I stood and watched until a ringing phone pulled me away. There was always something going on at the big house on Prytania Street. The day before it had been Constance's meditation teacher, Dorje, in his saffron robes, making mushroom tea in the kitchen. The day before that we'd interviewed a German shepherd. Life was never dull with Constance.

I went back to work and didn't see Constance for a few days. When I saw her again I asked about the man at the door.

"Jack Murray," she said. "If you see him again, Claire, please let him in, or give him money if he needs it, will you?"

"Of course," I said. I was burning with questions, but I didn't know if I should ask them.

"Jack's path is a strange one," Constance said, seeing the questions on my face. "But he is where he's supposed to be. We needn't worry about him. And if he needs help, he knows he can always come here."

She looked at my face and saw that I was still confused.

"Sometimes you have to accept things that you can't understand, Claire," she said.

I frowned. So did Constance.

"Well, I suppose you don't have to accept them," Constance clarified. "But they exist all the same."

Jack disappeared back into the twilight world of shelters and hotels, park benches and bus stops, liquor stores and rooming houses. I never saw Jack after that. I doubt Constance did either.

Six months later, she was dead.

There was a seat at the next picnic table over, and I went and sat near the men. They smelled strong even in the fresh cold air. This was a mean crowd, I saw that. But I had never let anyone get the better of me yet, and I didn't plan on letting that happen now.

They ignored me, pa.s.sing around a forty-ounce bottle of malt liquor.

"A girl could die of thirst around here," I said with a little smile.

They ignored me. They kept ignoring me.

They ignored me until I left.

That afternoon I drove by the park on Annunciation and Third. A group of boys hung around, trying to look important and busy. But I didn't see any little guys with big dreads, no one who met Lawrence's description. I went to a sandwich shop on Magazine and First and got a shrimp po'boy and a root beer and then went back.

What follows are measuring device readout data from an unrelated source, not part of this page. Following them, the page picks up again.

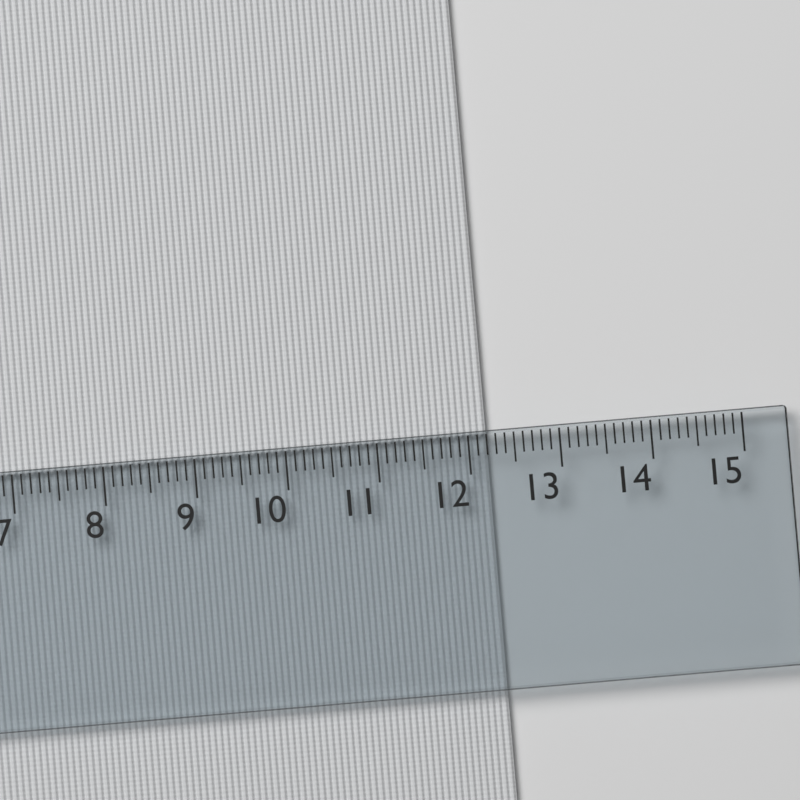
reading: 12.2 cm
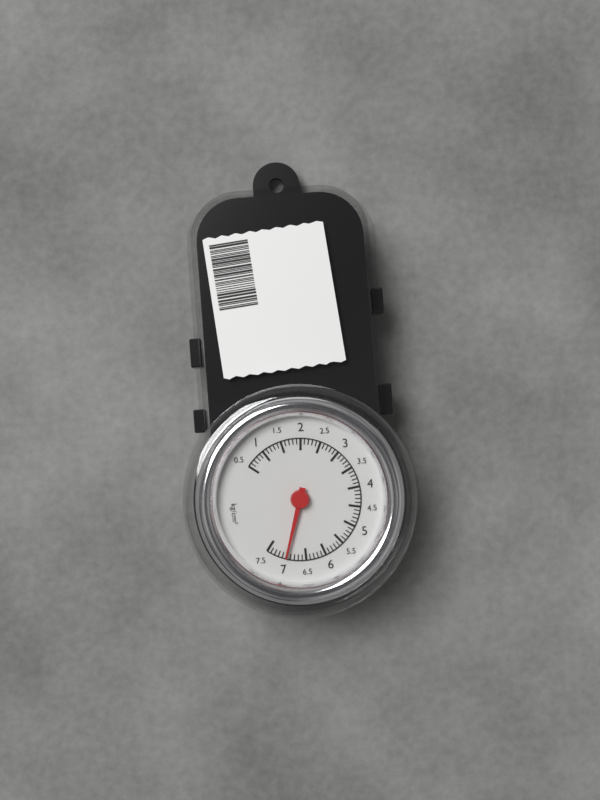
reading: 7.0 kg/cm²
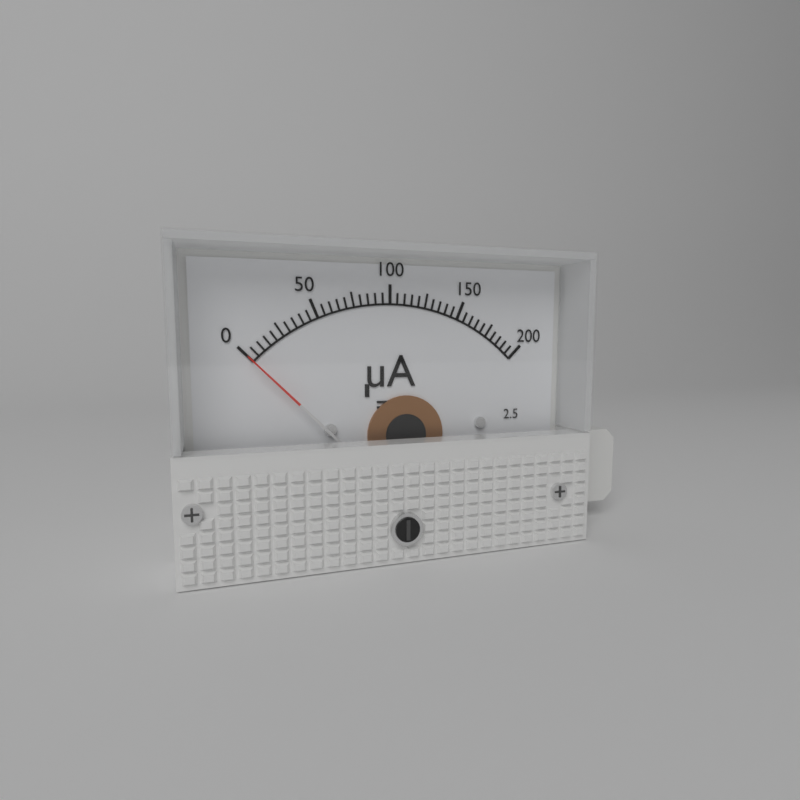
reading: 0 µA
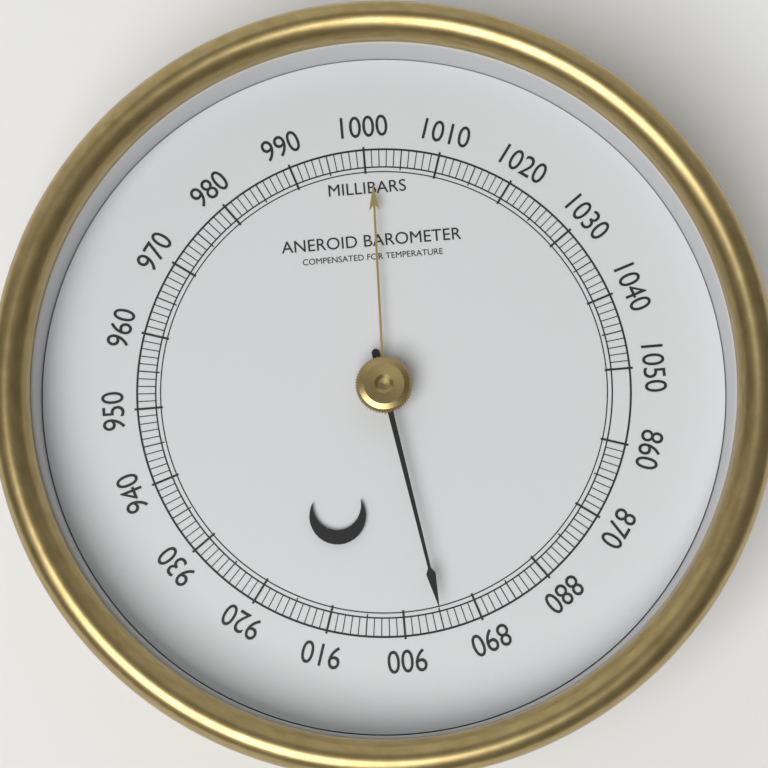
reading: 895 mbar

Still no Lawrence.

On Jackson, between Magazine and Constance, I saw the cherry picker again, illegally parked by a fire hydrant. No one was in it.

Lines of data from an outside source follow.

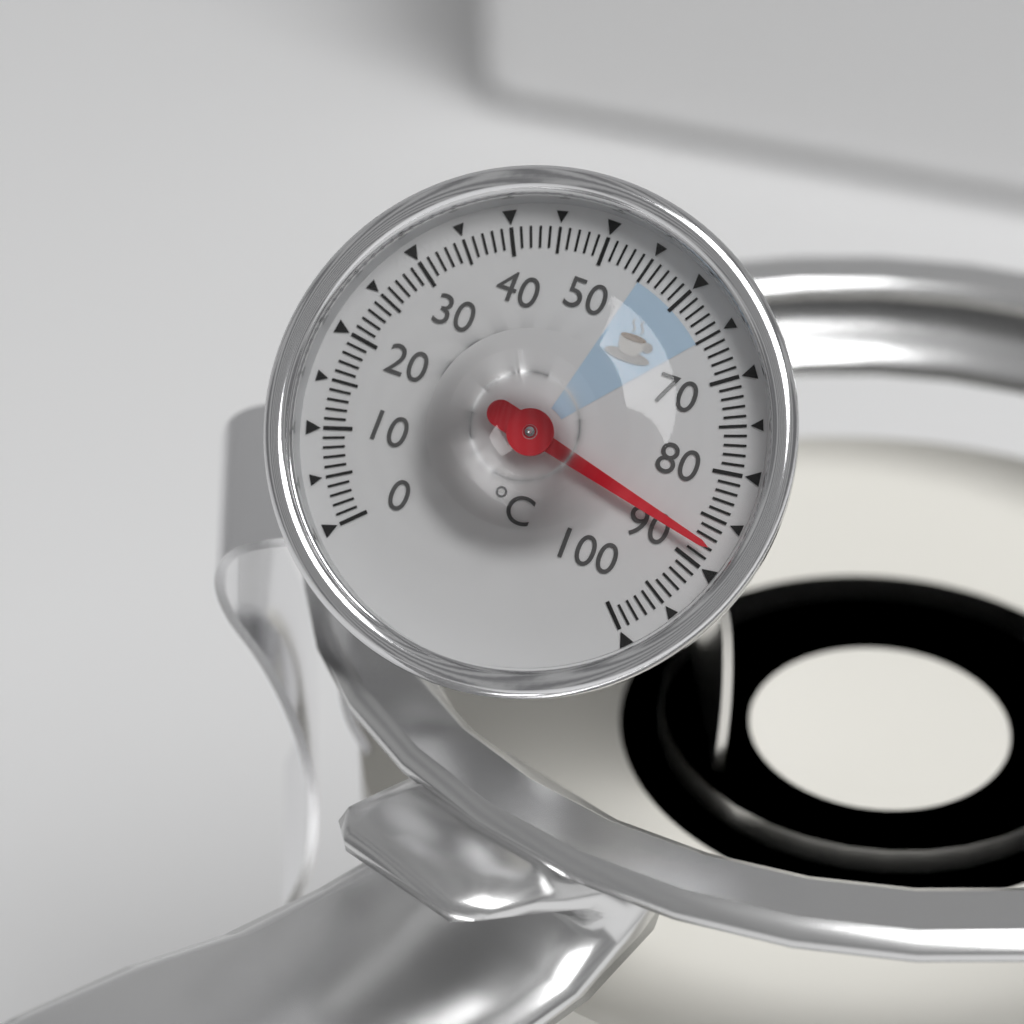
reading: 88 °C
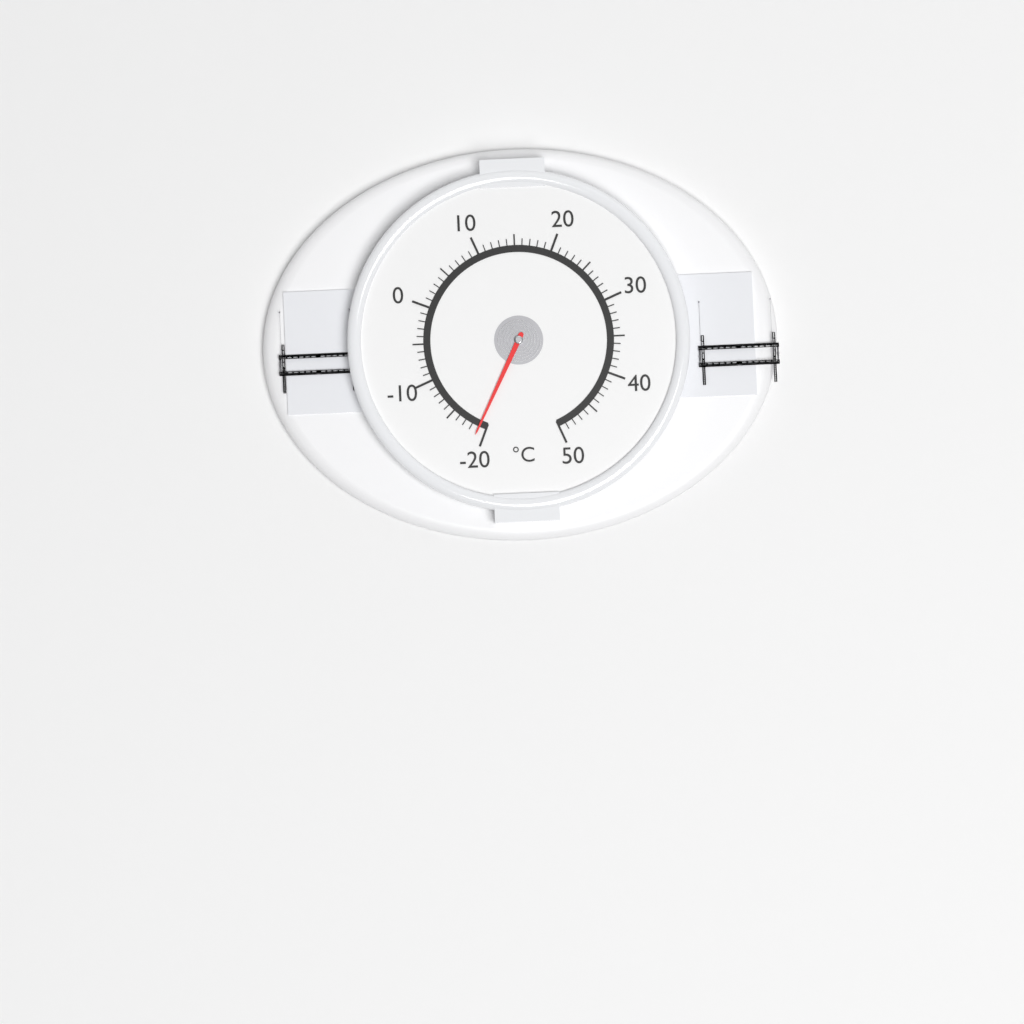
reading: -19 °C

Clean me, someone had written in the dust on the rear window.

Kill me, someone else had written underneath.

I'd been on the case for two weeks. I had clues, I had leads, I had questions. What I didn't have were answers.

"Only a fool looks for answers," Silette wrote. "The wise detective seeks only questions."

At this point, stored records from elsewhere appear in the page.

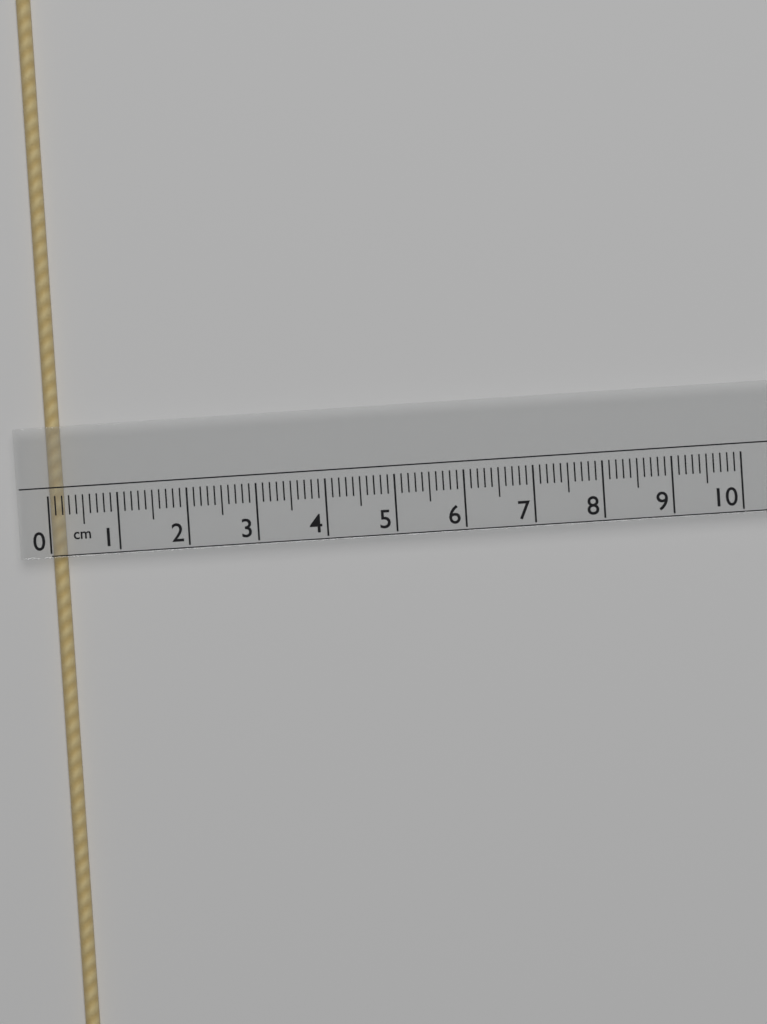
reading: 0.2 cm
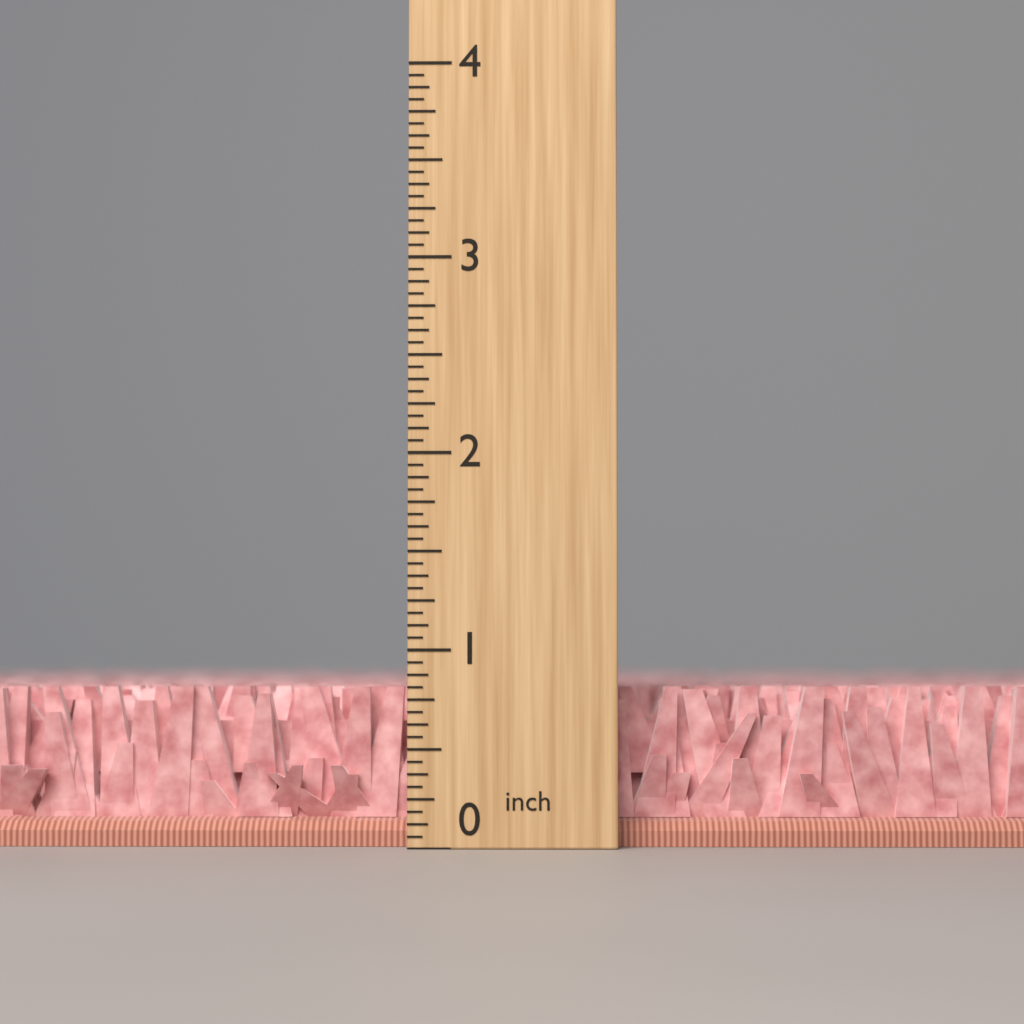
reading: 0.8125 inch
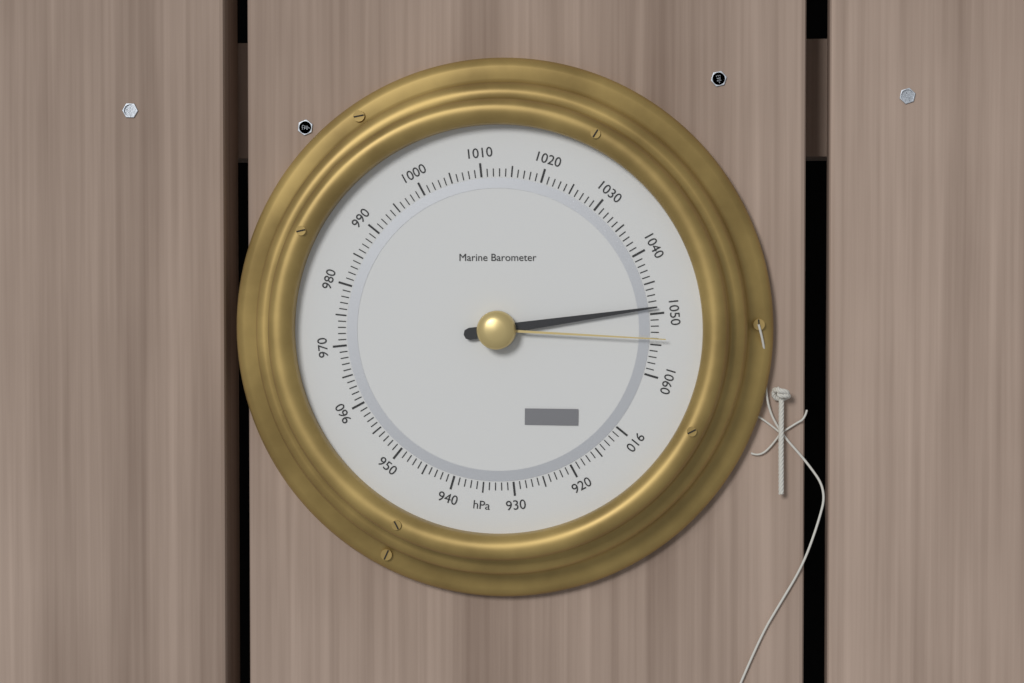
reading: 1049 hPa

Silette didn't have a client paying him by the day and watching the clock. He had book royalties and a trust fund from his father, who'd made a fortune in textiles.

31.

THAT NIGHT I went to dinner at a restaurant on the corner of Frenchman and Chartres that served Creole food and had just reopened a few weeks ago. Like a lot of restaurants, they didn't quite have it together yet. The food came out in Wonderland-type portions: an iced tea was served in a little juice gla.s.s and a pile of fried okra was bigger than my head.

I'd just paid the bill and stepped outside into the cool, wet air when I felt it.

First the pressure dropped. Then it was like someone flipped a switch and the world turned to slow motion, its energies made almost visible. I felt fear rise up from my root and into my belly, where acid rushed to meet it.